William Oliver Stone was an American portrait painter. For ten years he anually exhibited his works National Academy of Design.
Background
William was born on September 26, 1830 at Derby, Connecticut, United States, the youngest of three children of Frederick William and Ellen (Stone) Stone. He was a descendant of William Stone who emigrated from England in the company of William Leete and settled in Guilford, Connecticut, in 1639. His grandfather, Leman Stone, was an important citizen of Derby, whose mansion house, the "Castle, " in what is now East Derby, near the confluence of the Housatonic and Naugatuck rivers, served both as residence and warehouse, the dock at the waterside enabling vessels from the West Indies to discharge their cargoes and store them in this building.
Education
William Oliver received his early education in the Derby public schools. He became a pupil of Nathaniel Jocelyn of New Haven in the late forties.
Career
After studies he went to New York in 1854, and soon became a popular and successful portraitist. Later he became an Academician and exhibited regularly at the National Academy of Design from then until the time of his death. Occasionally he sent portraits to the Royal Academy exhibitions in London, where they were well hung. Though his most successful portraits were those of women and children, "rich in color and graceful in treatment", he was always desirous of painting portraits of men and "expected to produce some notable masterpieces in this respect, " an ambition that was fairly fulfilled.

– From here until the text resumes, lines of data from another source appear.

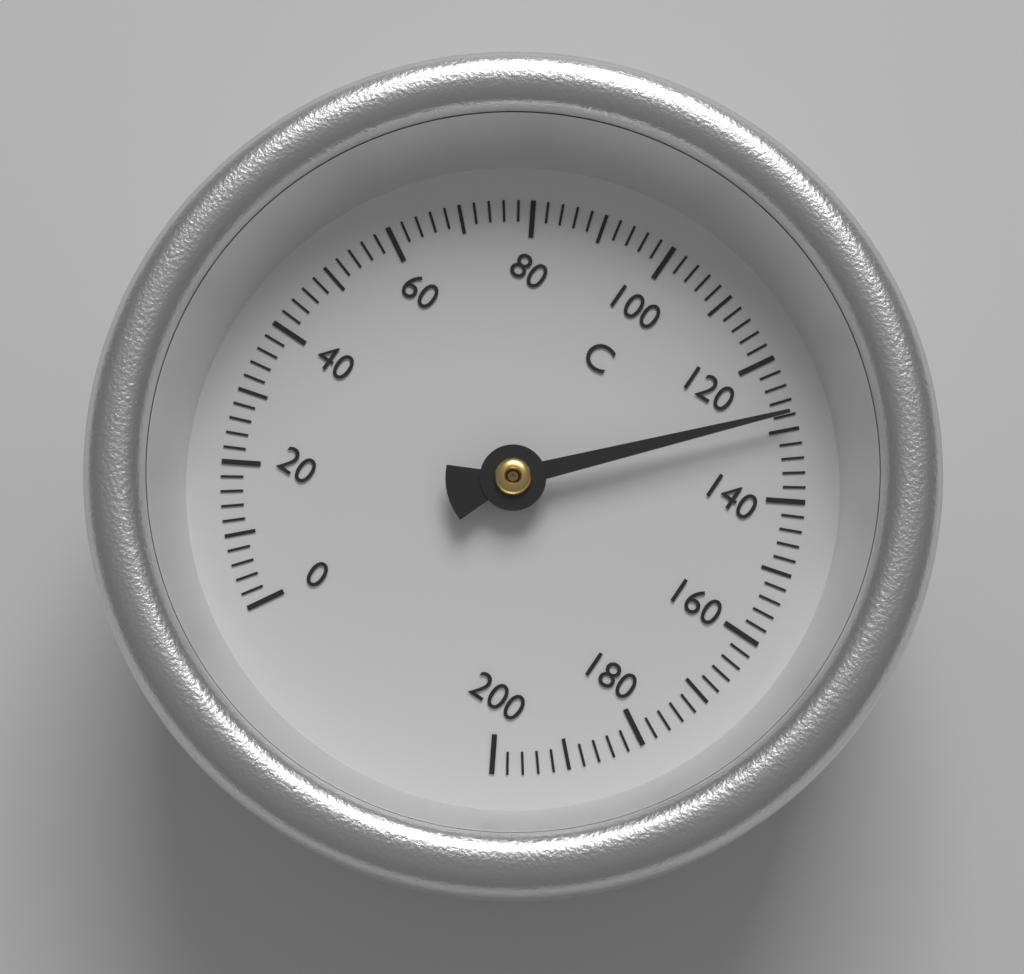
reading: 128 °C
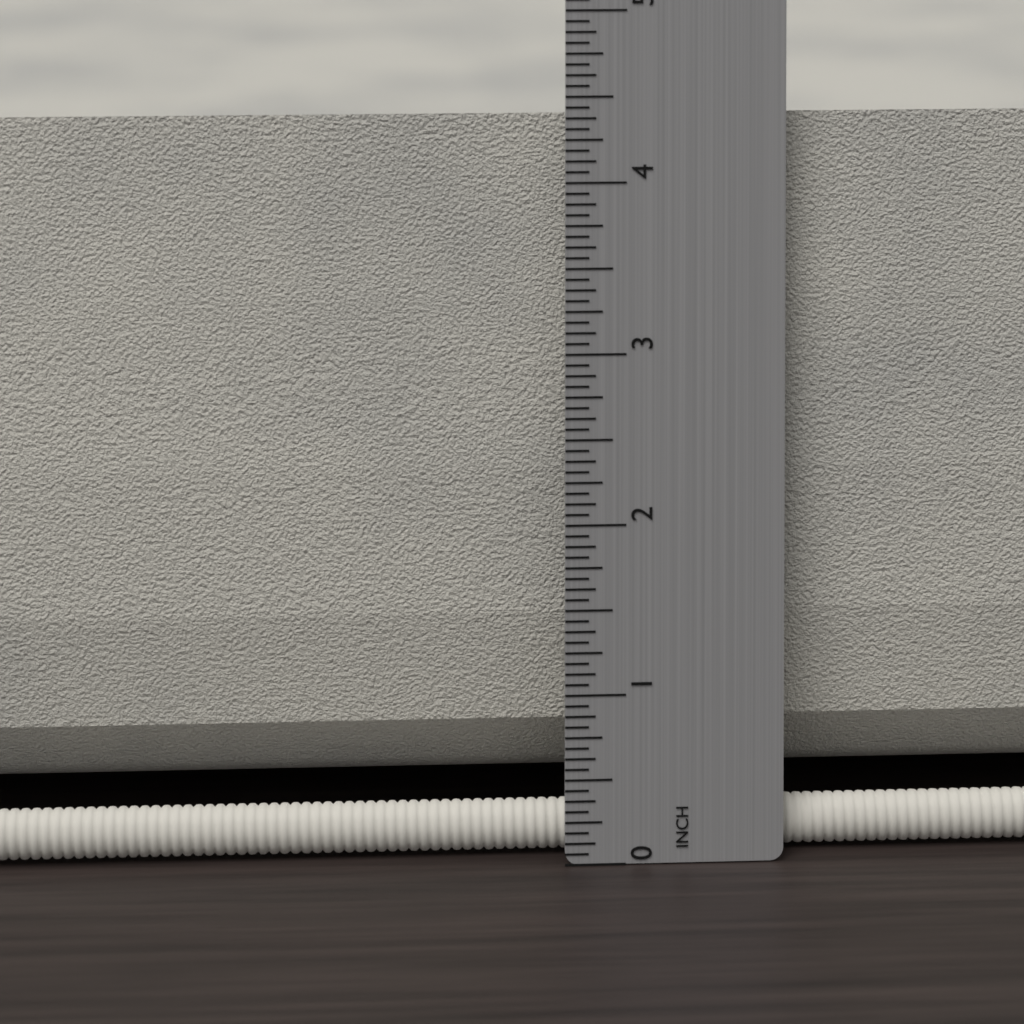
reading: 4.3750 in
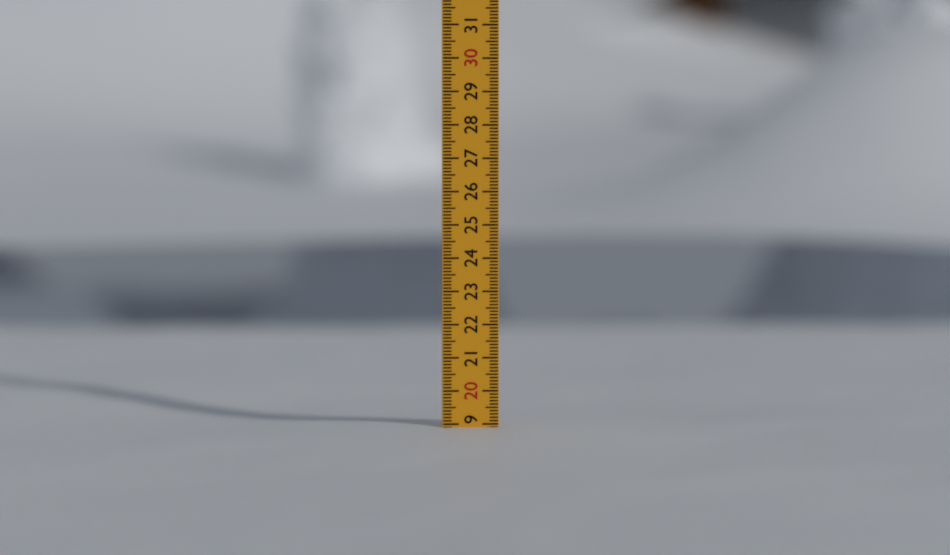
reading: 18.9 (no unit)
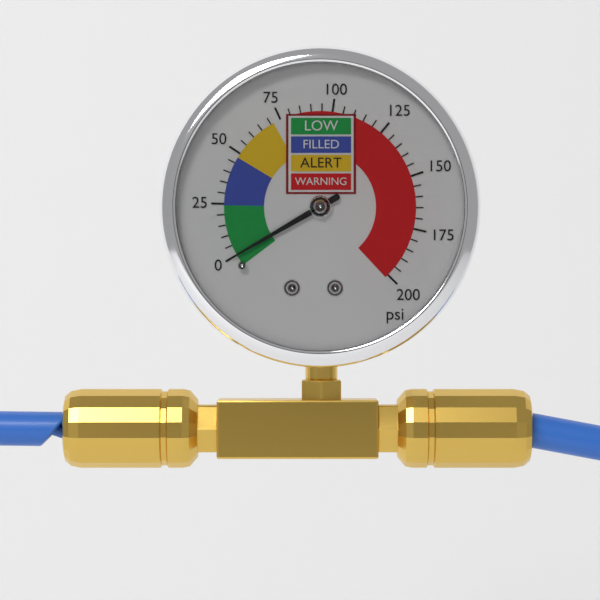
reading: 0 psi
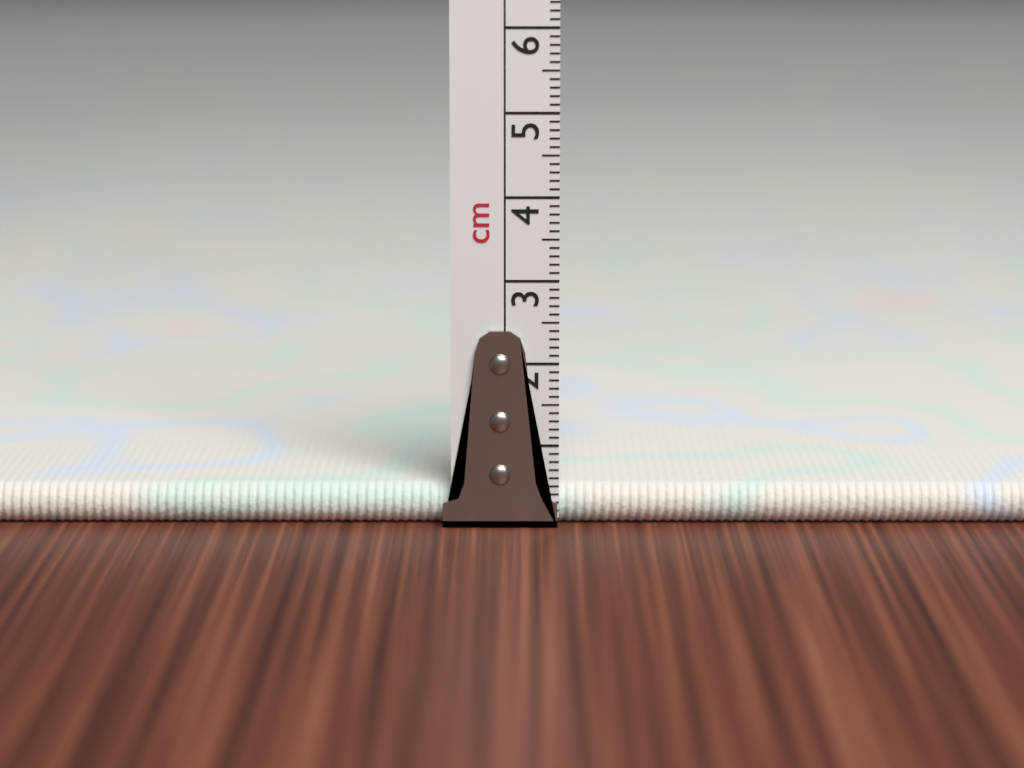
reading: 0.5 cm
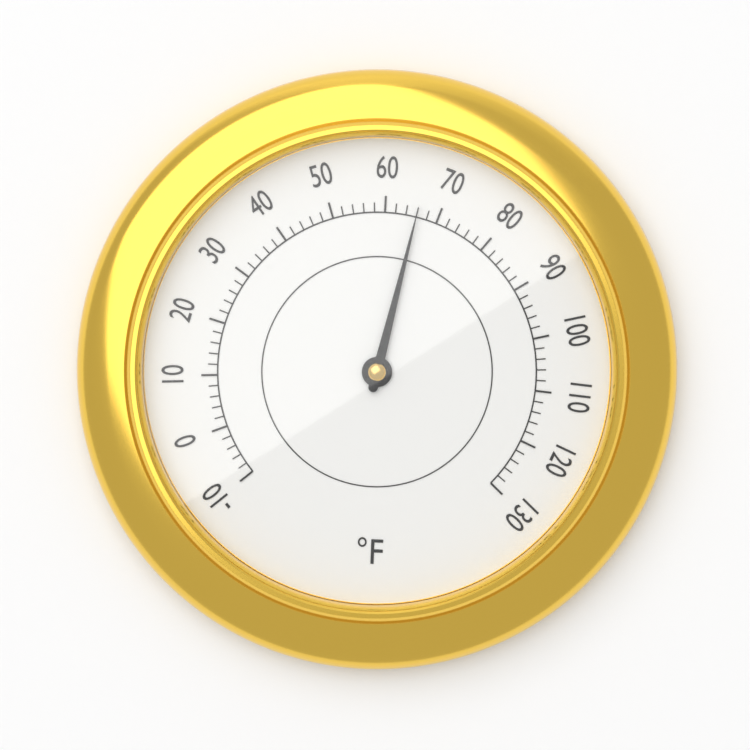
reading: 66 °F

His portrait of Miss Rawle has been shown at the Metropolitan Museum, New York. The New York Historical Society owns his portrait of Thomas Jefferson Bryan; the Union Club, New York, that of Howell L. Williams, and the National Academy of Design that of John Whetton Ehninger. Among his other subjects were Cyrus West Field, the Rev. Henry Anthon, William Wilson Corcoran, the founder of the Corcoran Gallery in Washington, Bishop Abram Newkirk Littlejohn of Long Island, and Bishop William Ingraham Kip of California.
Though he was a prolific painter and in one year sent nine pictures to the Academy, his workmanship was of a distinctly superior order. In certain examples it reminds one not a little of the rugged style and admirable modeling of some of Sir Henry Raeburn's heads. Considering his popularity and the number of his works, it is surprising that he is among the least known of the portrait painters of his day.
He died in Newport, Rhod Island, at the age of forty-five.
Achievements
William Oliver Stone became a successful portrait painter, owner of the studio in New York. His best portrait of a man was generally considered to be that of the editor of the New York Herald, James Gordon Bennett, while one of his most charming portraits of women was that of Mrs. Hoey.
Membership
He became an associate member of the National Academy of Design in 1856, and full member in 1859.
Connections
He was married early, before leaving his native place, and had one daughter, Louise, who married a man named Ingalls and lived with her father.